Pain flickered in Eva’s eyes as she pulled off her sealskin cap and trudged off, shaking her head. Ever since Eva’s newborn daughter had died in the “morale bombing” of Tsaritsyn—along with her husband, parents, and siblings—she’d not just lost faith. She was angry with God. Probably angrier than she was with the Germans.
Sometimes Natalya thought that the “tempering force” that was Eva was only there because of her need for revenge. The longer they flew, the more Germans they could kill. Ultimately that was everyone’s goal, but there was something in the cold efficiency of Eva’s flying, the fine line between risk and reward that made Natalya wonder what would happen if they were ever faced with a situation where their two lives could be traded for far more German deaths.
How many Germans would she sacrifice us both to kill? What number would make her do it without hesitation?
Natalya shudd
ered, suddenly cold despite the fur-lined flight jacket, the insulated coveralls, and the boots fit for an empress. What the Tsarina could not give them in aircraft, she had at least made up for by making sure they were well-dressed for their jobs. Of course, the clothes did not keep out all the cold, but were the difference between a little numbness and frostbite.
Their two mechanics were already careening the motorized sardine-tin-on-wheels—what their American allies called a “Jeep”—onto the tarmac.

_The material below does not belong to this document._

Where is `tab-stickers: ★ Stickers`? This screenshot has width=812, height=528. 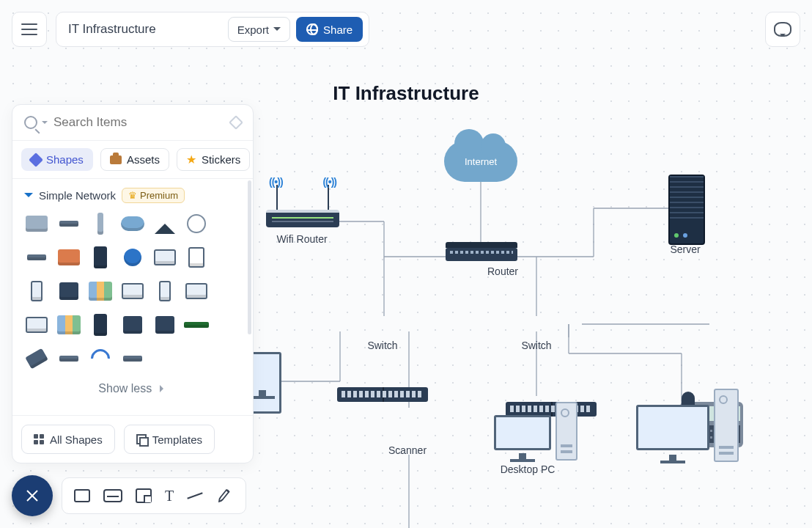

Natalya shielded her eyes against the sunrise. Olga Tokranova’s blonde head barely peeked above the steering wheel as she swerved left and right again, going all the way off the tarmac with one set of wheels before pulling back onto it again. Still getting used to the steering wheel being on the left, their eighteen-year-old mechanic was more than a few centimeters shy of the height the Ford engineers had obviously had in mind for a driver. Her older sister Vera was in the passenger seat, holding on for dear life.
Olga hit the brakes, kicking up a spray of dead weeds, dust and rocks, and leaving a streak of rubber two Jeep-lengths long. Tortured gears screamed in agony as she backed up like she was retreating from a German battalion, and came to a stop in a cloud of smoke and swirling debris. Vera stumbled out of the vehicle, her otherwise pale skin looking more like the vehicle’s green than not and glared at Olga.
“That’s it,” Vera said, holding her forefinger out like a babushka threatening an errant grandchild. “No more driving for you.”